Bicycling Seriously
Perhaps it is my reflective nature. As I prepare for each bicycling adventure (as they are all adventures of some sort), I focus my attention on the ride as I dress in kit and ponder possibilities.
Being a cyclist for over 30 years, experiences on the road have taught me that you assume nothing. A familiar route can suddenly be punctuated with anything from a flat tire to a surprise two-up sprint with a local canine.
(Truth be told, we do sometimes seek out known dogs on routes, a la American Flyers.)
On a more serious note, our human nature comes complete with denial. Our familiarity with the routine of riding breeds a certain contempt for unanticipated events. In retrospect, we find that these surprises are usually the rule and not the exception.
In bicycling, crashing is not an “if” proposition but a “when”.
This is not a brag but an accounting of the indifference of Nature. When we swing a leg over the saddle, we are accepting all of the limitations and vulnerabilities of being a two-wheeled human-powered vehicle. When we factor in interactions with traffic and the unpredictability of the modern driver, the cyclist will always get the short end of that stick.
Intentions always take a backseat to physics.
The Serious Side
Bicycling is also a vehicle, pardoning the pun, for our pursuit of happiness. Whether using the exercise to keep body healthy or enjoying the psychological lift that regular exercise provides, we choose this activity for a purpose.
With regular riding, we are also reminded of our own mortality. Aging bodies perform differently than the younger ones we once had. Other losses also begin to occur.
Every serious crash I have experienced was with a car whose driver was ignorant of the physical power that they had in the situation. I have replaced the bicycles broken beyond repair, my broken bones and wounds have healed, but the lesson is there. Vehicle drivers will not always drive predictably. It is up to each rider to work around drivers and their distracted driving ways.
Every once in a while, we lose a rider to death in one of these confrontations. All the more disturbing when it is someone we know. The increasing number of Ghost Bikes by the roadside remind all of us about our vulnerability.
Sometimes the loss is due to malice, sometimes it is due to poor decisions of a driver or rider, and sometimes it is just an accident. Death while riding just becomes a possibility.
As with the recent death of the professional Italian rider, Michele Scarponi, a fatal crash while on a mundane recovery ride in his own neighborhood illustrates that none of us are immune to a certain randomness out on the road.
When the outcome of any ride could have been dramatically different if you had ridden slower, taken a different route, decided to sleep in… the “what-if’s” can overwhelm. In the end, it comes down to a rider’s willingness to submit to uncertainty on every ride we take.
Keeping Things Real
[pullquote style=”right” quote=”dark”]– You don’t seem alarmed.
-Would it help?
Bridge of Spies (2015)
Embracing risk is to acknowledge that I enjoy the sense of invincibility that exercise and those wonderful endorphins provide. There is also an acceptance that this is real life and there will be consequences for each and every decision.
I have chosen to affirm my Life choices and not be a spectator.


• **About this exercise**
Starting with the first line of the material, reproduce exactly each line up to and including the one that contains "pyautogui.click(x=<x>, y=<y>)", leaving out every picture.

• **Input**
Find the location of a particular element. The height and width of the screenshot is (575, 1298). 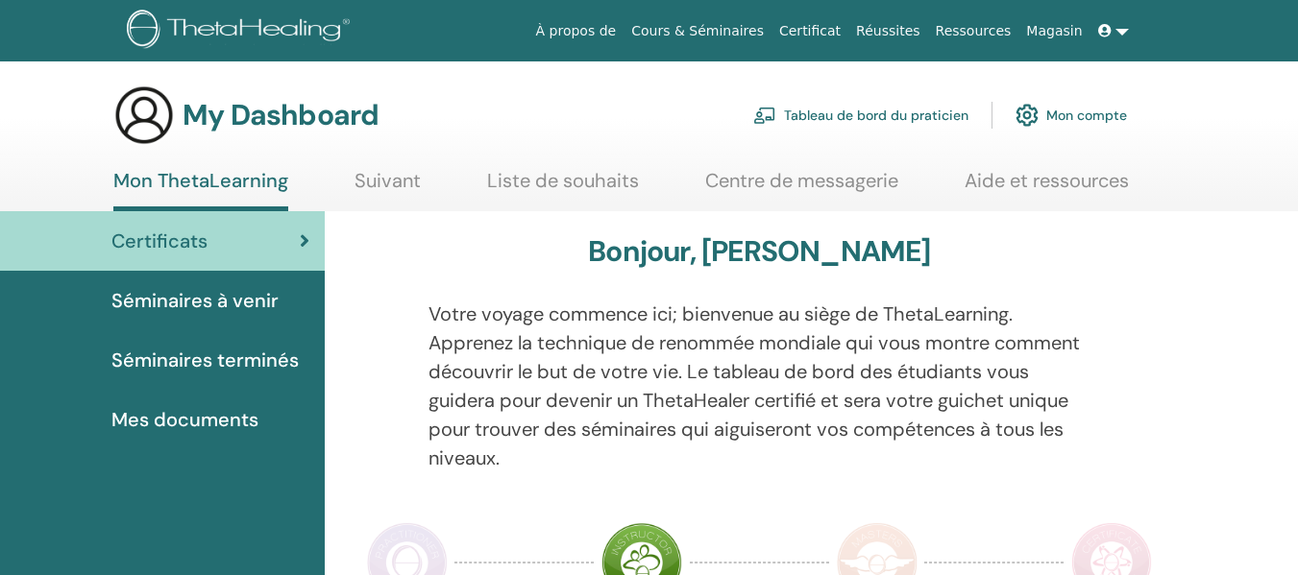

a: Mon ThetaLearning is located at coordinates (201, 190).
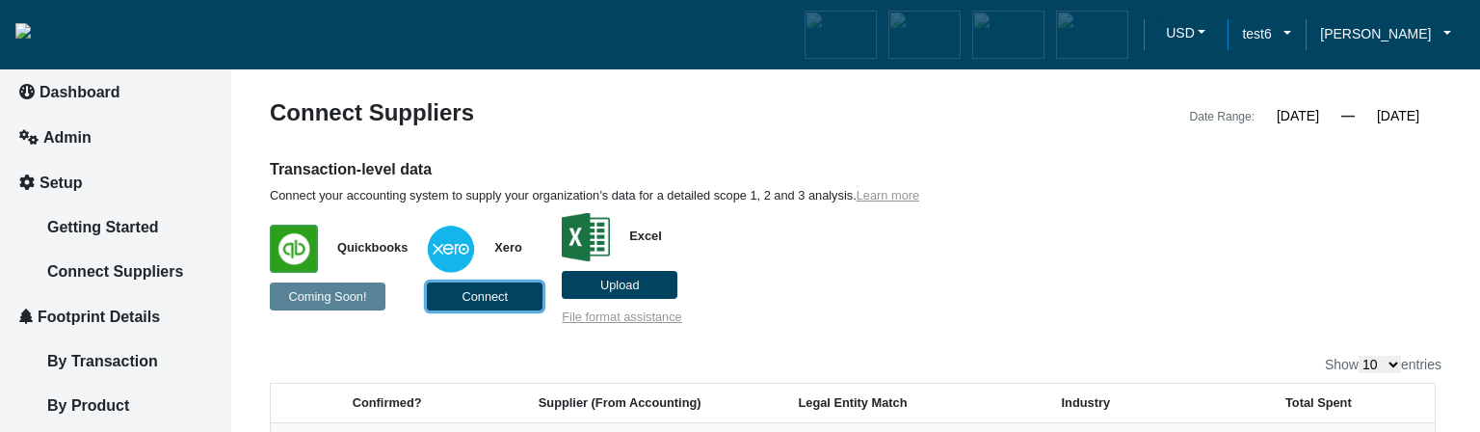 The height and width of the screenshot is (432, 1480). I want to click on div: Chat with us now, so click(241, 120).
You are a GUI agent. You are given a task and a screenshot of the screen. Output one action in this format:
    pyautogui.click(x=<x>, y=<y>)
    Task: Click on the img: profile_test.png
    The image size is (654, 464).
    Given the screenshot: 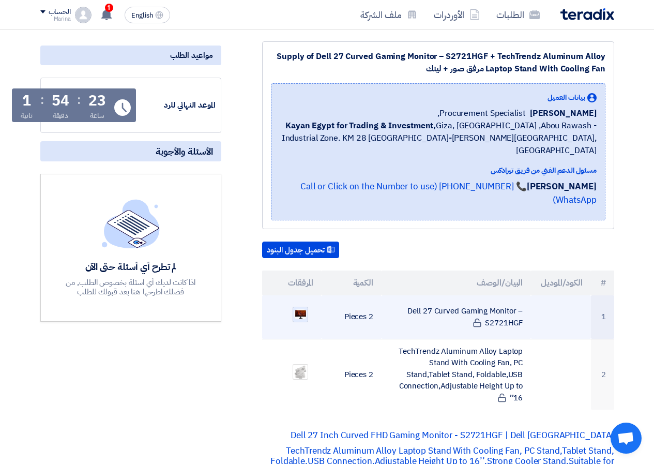 What is the action you would take?
    pyautogui.click(x=83, y=15)
    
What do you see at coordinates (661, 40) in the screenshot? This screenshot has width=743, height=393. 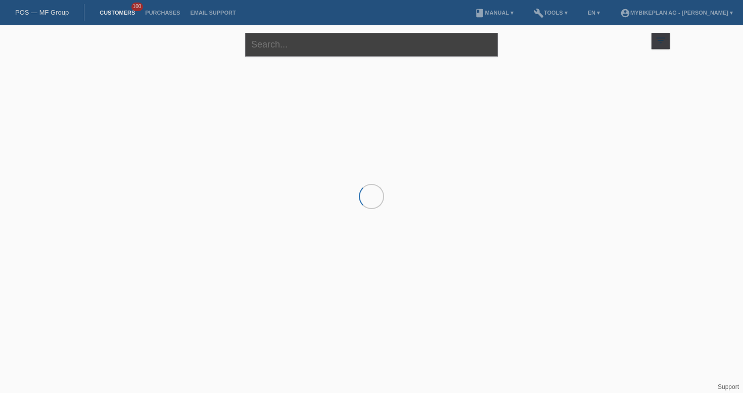 I see `i: filter_list` at bounding box center [661, 40].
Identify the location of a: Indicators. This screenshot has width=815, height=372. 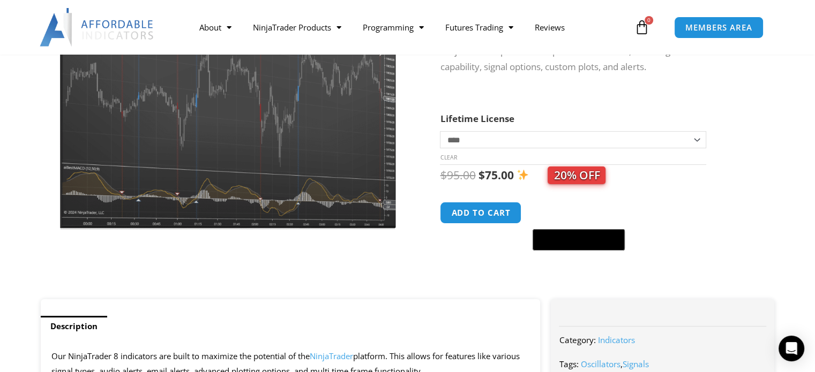
(615, 340).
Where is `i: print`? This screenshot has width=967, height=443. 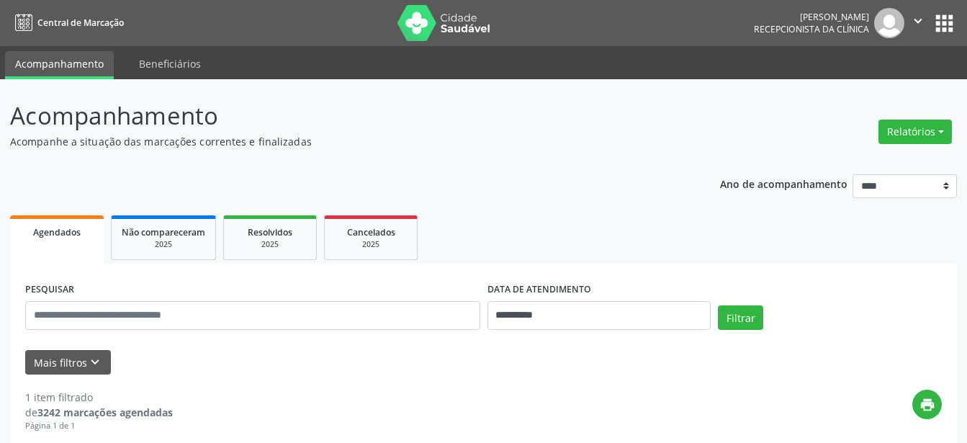 i: print is located at coordinates (928, 405).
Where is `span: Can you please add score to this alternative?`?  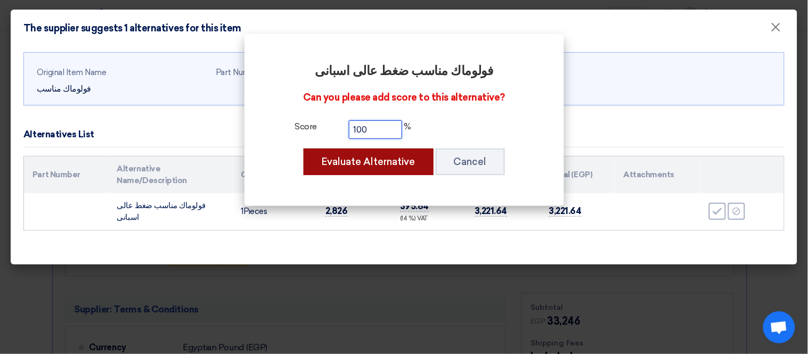 span: Can you please add score to this alternative? is located at coordinates (404, 97).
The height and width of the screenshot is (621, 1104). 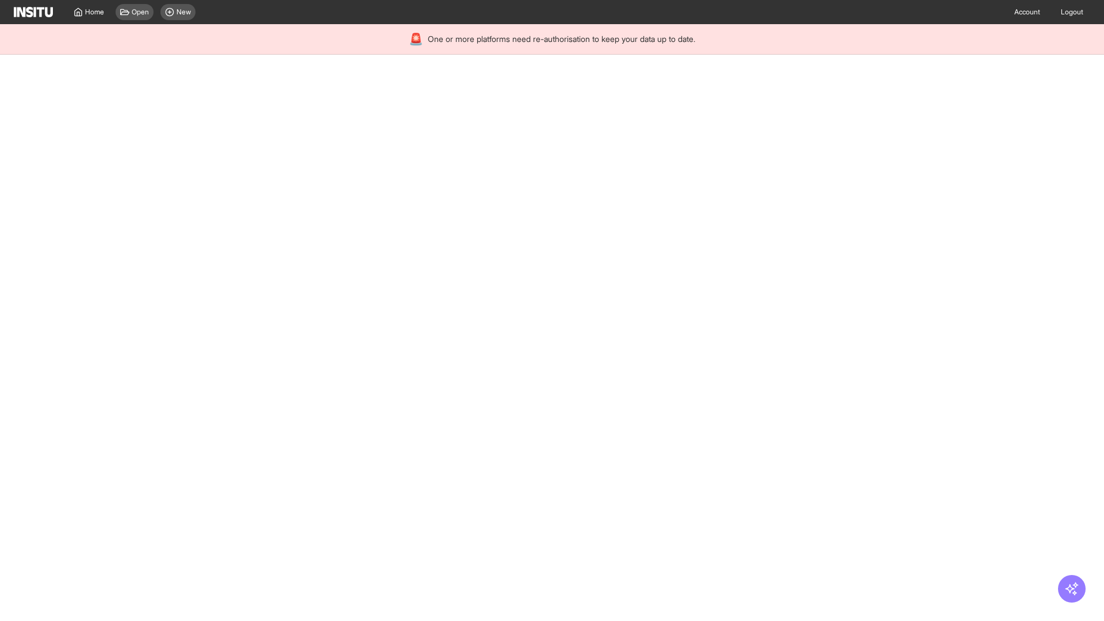 What do you see at coordinates (140, 12) in the screenshot?
I see `span: Open` at bounding box center [140, 12].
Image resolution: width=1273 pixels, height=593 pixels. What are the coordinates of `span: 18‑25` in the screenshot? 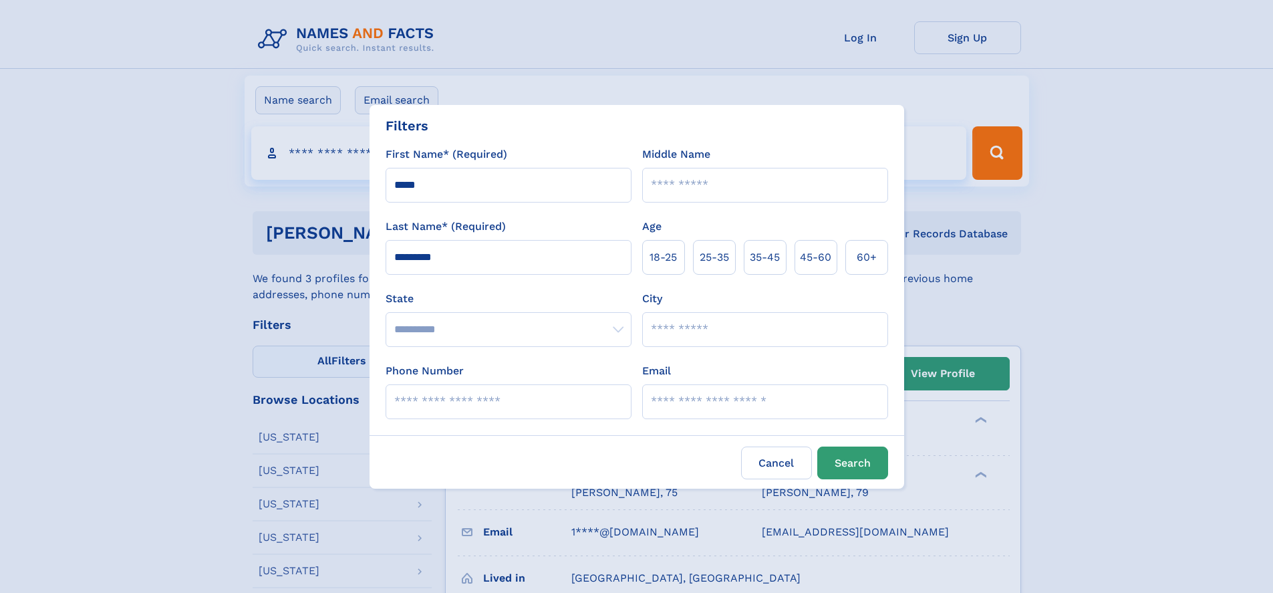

• **Solution**
Find the location of a particular element. The height and width of the screenshot is (575, 1298). 

a: Mon ThetaLearning is located at coordinates (201, 190).
 The height and width of the screenshot is (432, 1480). I want to click on div: Chat with us now, so click(241, 120).
You are a GUI agent. You are given a task and a screenshot of the screen. Output one action in this format:
    pyautogui.click(x=<x>, y=<y>)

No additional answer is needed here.